David Jamieson looks at how mass disaffection with austerity led to the SNP’s landslide and the prospect of a radical left electoral challenge
Scotland is in the middle of what many commentators are describing as a ‘democratic revolution’. While there isn’t much tear gas billowing over the barricades, the phrase has a certain truth to it.
Five years ago, Scotland seemed destined to be a stateless political backwater forever. The country has been dominated by Labour for a generation, and sported many of Labour’s most stable seats. It was often said that in the West Coast of Scotland if you put a red rosette on a donkey it would be elected.
Today there is just one Scottish Labour MP. 56 of Scotland’s 59 seats are now held by the Scottish National Party. To understand this transformation, and to understand how Scotland could buck the UK general election trend so profoundly, it is necessary to understand that Scotland has been living through its most profound social movement.
Consistent disaffection with the direction of Labour and with Westminster politics in general peaked with the invasion of Iraq in 2003. This disaffection re-emerged with the austerity consensus around the UK general election in 2010 that fed into a landslide victory for the SNP in the Scottish Parliament elections of 2011.
Radical independence
The result was remarkable for a number of reasons, not least that the Scottish Parliament had been designed by its Labour architects to prevent any majority government forming and therefore to prevent a Bill for an independence referendum passing through the House.
As soon as the SNP had secured their improbable majority, that referendum became a “when” rather than an “if.” Support for independence has remained fairly low in Scotland over the last hundred years, with never more than a third of those polled in favour. Recognising this, Unionist politicians pushed aggressively for an early referendum. The SNP secured time to campaign with a referendumlate in their term of office – September 2014.
Many on the radical left, seeing the opportunity to campaign for a break with Westminster’s policies of austerity and war, its elitist culture, and the democratic deficit, began organising even before the date the vote was set. A number of campaigns were established, all working in tandem, to advance a left-wing vision of what could be achieved in an independent country. Groups across the country, and organised mass, co-ordinated days of activity. It focused its campaigning work in working-class communities.
Among these were Common Weal, a think tank that researches and promotes progressive policies; Women for Independence which campaigned for women’s interests and sought to end the exclusion of women from the public and political sphere; and National Collective, which sought to integrate cultural and political life.
The most important outfit, however, was undoubtedly the Radical Independence Campaign (RIC). After the official Yes campaign, RIC was the largest and most active vehicle working for a Yes vote.
It held a succession of conferences to bring national attention and attract activists, the first numbering around 800 attendees, and the last, 3,000. RIC established around 30 local groups across the country, and organised mass, co-ordinated days of activity. It focused its campaigning work in working-class communities.
These had the smallest stake in British society but also some of the lowest voter turnouts and were, RIC calculated, wide open for the radical independence message. Canvassing and voter registration drives in these areas helped to produce the unprecedented 97% voter registration for the referendum.
Stunning victory
The eventual 45% Yes to 55% No outcome was, in reality, a stunning victory for the Yes campaign. Yes support had moved from 28% at the start of the campaign, and RIC had inspired and mobilised hundreds of thousands. By contrast, the No campaign, which was composed almost entirely of the three Westminster parties and the mainstream media with little grassroots organisation, had lost huge amounts of territory, resorting to fearmongering and mudslinging.
The immediate winners of the referendum have been of course the SNP. They have around 110,000 members now, making them, per head of population, one of the largest political parties on the planet. Their electoral victories are powered by the raw energy of the referendum movement and by hundreds of thousands of newly-enfranchised working-class voters. The main losers have been the Unionist parties, most of all Labour.
But Scotland is relatively near the beginning of this “democratic revolution.” It was inevitable that pro-independence and leftist sentiment would swing in behind the SNP in the 2015 general election. The SNP campaigned on two main policies – ending austerity and abolishing Trident, Britain’s nuclear weapon’s system, based in Scotland. This hard left-of-centre stance is the reason the SNP were able to weigh their votes in pounds and stones by 7 May.
But the plurality of the independence movement is still very much in evidence. The Scottish Parliamentary election in 2016 is expected to put this back on display, with both the Greens and, likely, a radical left electoral challenge seeking to provide an new pro-independence and left opposition with the apparently terminal collapse of Labour.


**AIM OF THE TASK**
Work out how many lines in the records below include the string "leopard", and reply with that number alone.

**DATASET RECORDS**
++++++++++
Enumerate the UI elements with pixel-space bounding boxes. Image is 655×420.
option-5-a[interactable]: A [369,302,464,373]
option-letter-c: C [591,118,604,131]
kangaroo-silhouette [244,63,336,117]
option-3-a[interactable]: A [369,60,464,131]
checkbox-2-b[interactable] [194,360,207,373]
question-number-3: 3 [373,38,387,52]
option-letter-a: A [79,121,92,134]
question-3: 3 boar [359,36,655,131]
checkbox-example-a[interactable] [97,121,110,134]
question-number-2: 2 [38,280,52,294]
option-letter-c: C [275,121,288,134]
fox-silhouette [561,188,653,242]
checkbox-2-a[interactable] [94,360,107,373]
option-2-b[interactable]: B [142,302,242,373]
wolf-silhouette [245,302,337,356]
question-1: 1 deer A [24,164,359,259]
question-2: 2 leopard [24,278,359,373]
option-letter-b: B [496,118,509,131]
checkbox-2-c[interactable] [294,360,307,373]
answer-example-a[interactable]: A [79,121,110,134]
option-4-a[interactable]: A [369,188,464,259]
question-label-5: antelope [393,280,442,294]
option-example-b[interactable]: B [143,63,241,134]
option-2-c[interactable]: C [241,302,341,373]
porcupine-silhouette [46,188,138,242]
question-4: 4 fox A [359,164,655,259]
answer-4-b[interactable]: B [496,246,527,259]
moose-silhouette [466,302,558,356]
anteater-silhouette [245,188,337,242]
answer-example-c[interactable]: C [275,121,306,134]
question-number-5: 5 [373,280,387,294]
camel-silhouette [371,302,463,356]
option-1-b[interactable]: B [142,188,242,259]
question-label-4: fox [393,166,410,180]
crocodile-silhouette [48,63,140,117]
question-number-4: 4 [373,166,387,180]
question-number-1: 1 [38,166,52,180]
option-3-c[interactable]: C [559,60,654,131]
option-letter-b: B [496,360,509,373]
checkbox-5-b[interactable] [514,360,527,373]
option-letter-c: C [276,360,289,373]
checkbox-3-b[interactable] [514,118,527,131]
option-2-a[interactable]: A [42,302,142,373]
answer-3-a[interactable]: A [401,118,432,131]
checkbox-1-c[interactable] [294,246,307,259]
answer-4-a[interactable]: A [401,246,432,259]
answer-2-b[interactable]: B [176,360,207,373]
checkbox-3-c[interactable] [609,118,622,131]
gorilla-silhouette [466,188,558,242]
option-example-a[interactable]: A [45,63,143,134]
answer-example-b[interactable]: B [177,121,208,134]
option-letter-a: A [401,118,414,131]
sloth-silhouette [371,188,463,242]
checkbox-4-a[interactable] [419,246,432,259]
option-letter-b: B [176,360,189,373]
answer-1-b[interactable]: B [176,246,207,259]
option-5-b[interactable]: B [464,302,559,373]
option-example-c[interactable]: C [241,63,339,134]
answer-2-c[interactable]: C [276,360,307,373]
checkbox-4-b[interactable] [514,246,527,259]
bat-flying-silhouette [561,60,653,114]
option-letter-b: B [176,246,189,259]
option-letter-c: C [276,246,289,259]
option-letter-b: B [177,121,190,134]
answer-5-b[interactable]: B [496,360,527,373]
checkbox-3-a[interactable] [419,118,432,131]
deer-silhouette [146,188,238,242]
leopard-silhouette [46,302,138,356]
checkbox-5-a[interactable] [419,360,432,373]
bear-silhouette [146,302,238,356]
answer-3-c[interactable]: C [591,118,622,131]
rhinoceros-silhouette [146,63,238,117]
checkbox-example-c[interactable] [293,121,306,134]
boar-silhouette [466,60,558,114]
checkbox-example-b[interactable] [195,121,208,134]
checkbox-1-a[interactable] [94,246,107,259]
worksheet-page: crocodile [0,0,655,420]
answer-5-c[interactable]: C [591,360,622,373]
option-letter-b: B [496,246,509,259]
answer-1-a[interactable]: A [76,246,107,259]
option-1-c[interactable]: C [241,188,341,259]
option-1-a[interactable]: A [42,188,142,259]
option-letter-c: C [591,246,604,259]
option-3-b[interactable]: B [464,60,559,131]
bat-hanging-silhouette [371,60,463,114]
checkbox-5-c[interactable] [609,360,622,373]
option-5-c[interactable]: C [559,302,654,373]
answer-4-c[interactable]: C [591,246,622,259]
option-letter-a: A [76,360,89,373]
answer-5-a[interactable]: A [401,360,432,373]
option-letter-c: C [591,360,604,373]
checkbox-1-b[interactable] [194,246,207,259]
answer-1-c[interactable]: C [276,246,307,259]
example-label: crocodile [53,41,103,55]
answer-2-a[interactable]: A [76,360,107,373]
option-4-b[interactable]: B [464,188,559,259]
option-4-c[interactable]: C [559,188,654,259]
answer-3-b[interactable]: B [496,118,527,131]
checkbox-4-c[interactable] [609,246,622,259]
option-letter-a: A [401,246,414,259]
++++++++++
**RESPONSE TO THIS TASK**
2